At first Petya (or Petwrap, NotPetra) seemed like a very similar attack to WannaCry, which was unleashed in May, causing havoc and mayhem to many parties, especially for the UK’s NSH and Spain’s Telefonica.

With WannaCry, computers and networks were frozen, but connected to a Bitcoin account. Many victims, wisely, did not pay, and many reports claim the hackers behind WannaCry only made about $35,000 of traceable Bitcoins. Experts claimed it was “amateurish.”

So now it is almost the 4th of July, and Petya has been unleashed upon the globe. But this time the dark hats do not want money. Through a two step process, Petya is malware at its worst. It behaves similarly to WannaCry, freezing computers and throwing up pages demanding Bitcoins.

But wait–it gets worse. Reports say now, all the Bitcoin routing number are the same on all screens. The hackers do not want money. Instead they diligently delete everything on the computer and the backup. No hope for recovery. Total computer network destruction. Globally.

There is much speculation, but some fear it is the same cybercriminals getting better, maybe practicing for an even bigger blow out in the near future. A zero day incident that, if deployed correctly, could make this blogpost impossible. So back up, prepare, patch, educate employees and get a better, faster, stronger security plan in place.

It’s not IF we will we be attacked, it’s WHEN. And if they do not want money, they want something far more valuable or dangerous.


__WHAT IS EXPECTED__
Below are records; copy every line in them that holds the word "labels".

__Items from a figure collection__
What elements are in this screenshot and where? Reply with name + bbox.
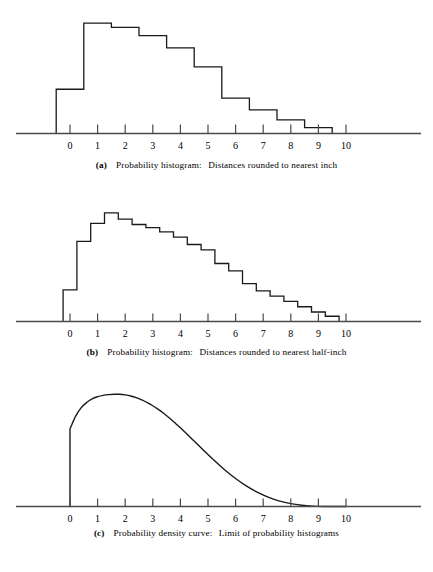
histogram-a-bars: [56, 23, 332, 133]
x-tick-label: 3: [150, 140, 155, 151]
caption-a: (a)Probability histogram: Distances roun…: [0, 160, 433, 170]
histogram-nearest-inch-plot: 012345678910: [0, 0, 433, 158]
x-tick-label: 0: [68, 513, 73, 524]
x-tick-label: 4: [178, 140, 183, 151]
x-tick-label: 1: [95, 328, 100, 339]
caption-a-text1: Probability histogram:: [116, 160, 202, 170]
caption-b-text2: Distances rounded to nearest half-inch: [199, 347, 346, 357]
x-tick-label: 4: [178, 328, 183, 339]
x-tick-label: 1: [95, 140, 100, 151]
histogram-a-svg: 012345678910: [0, 0, 433, 158]
x-tick-label: 9: [316, 140, 321, 151]
x-tick-label: 2: [123, 140, 128, 151]
histogram-b-bars: [63, 213, 339, 322]
histogram-b-svg: 012345678910: [0, 190, 433, 345]
caption-b-text1: Probability histogram:: [107, 347, 193, 357]
caption-c-text2: Limit of probability histograms: [219, 528, 339, 538]
x-tick-label: 10: [341, 328, 351, 339]
x-tick-label: 6: [233, 140, 238, 151]
histogram-outline: [56, 23, 332, 133]
caption-b: (b)Probability histogram: Distances roun…: [0, 347, 433, 357]
x-tick-label: 2: [123, 513, 128, 524]
x-tick-label: 10: [341, 140, 351, 151]
x-axis-tick-labels-c: 012345678910: [68, 513, 352, 524]
caption-b-tag: (b): [87, 347, 99, 357]
x-tick-label: 5: [206, 513, 211, 524]
caption-c: (c)Probability density curve: Limit of p…: [0, 528, 433, 538]
x-axis-ticks-b: [70, 314, 346, 322]
x-tick-label: 9: [316, 513, 321, 524]
x-tick-label: 8: [288, 513, 293, 524]
histogram-nearest-half-inch-plot: 012345678910: [0, 190, 433, 345]
caption-a-text2: Distances rounded to nearest inch: [208, 160, 337, 170]
density-curve-svg: 012345678910: [0, 376, 433, 526]
x-tick-label: 0: [68, 328, 73, 339]
x-tick-label: 10: [341, 513, 351, 524]
x-tick-label: 4: [178, 513, 183, 524]
caption-c-tag: (c): [94, 528, 105, 538]
x-tick-label: 5: [206, 328, 211, 339]
x-tick-label: 1: [95, 513, 100, 524]
x-tick-label: 9: [316, 328, 321, 339]
caption-c-text1: Probability density curve:: [114, 528, 213, 538]
x-tick-label: 8: [288, 140, 293, 151]
figure-panel-a: 012345678910 (a)Probability histogram: D…: [0, 0, 433, 190]
x-tick-label: 6: [233, 513, 238, 524]
x-tick-label: 3: [150, 328, 155, 339]
density-curve-path: [70, 394, 346, 506]
x-tick-label: 3: [150, 513, 155, 524]
figure-panel-b: 012345678910 (b)Probability histogram: D…: [0, 190, 433, 376]
x-tick-label: 7: [261, 328, 266, 339]
x-tick-label: 6: [233, 328, 238, 339]
caption-a-tag: (a): [96, 160, 107, 170]
probability-density-curve-plot: 012345678910: [0, 376, 433, 526]
x-axis-tick-labels-b: 012345678910: [68, 328, 352, 339]
x-axis-tick-labels-a: 012345678910: [68, 140, 352, 151]
histogram-outline: [63, 213, 339, 322]
x-tick-label: 7: [261, 513, 266, 524]
figure-panel-c: 012345678910 (c)Probability density curv…: [0, 376, 433, 572]
x-tick-label: 2: [123, 328, 128, 339]
x-tick-label: 0: [68, 140, 73, 151]
x-tick-label: 8: [288, 328, 293, 339]
x-tick-label: 7: [261, 140, 266, 151]
x-tick-label: 5: [206, 140, 211, 151]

__SOLUTION TO THIS TASK__
x-axis-tick-labels-c: 012345678910: [68, 513, 352, 524]
x-axis-tick-labels-b: 012345678910: [68, 328, 352, 339]
x-axis-tick-labels-a: 012345678910: [68, 140, 352, 151]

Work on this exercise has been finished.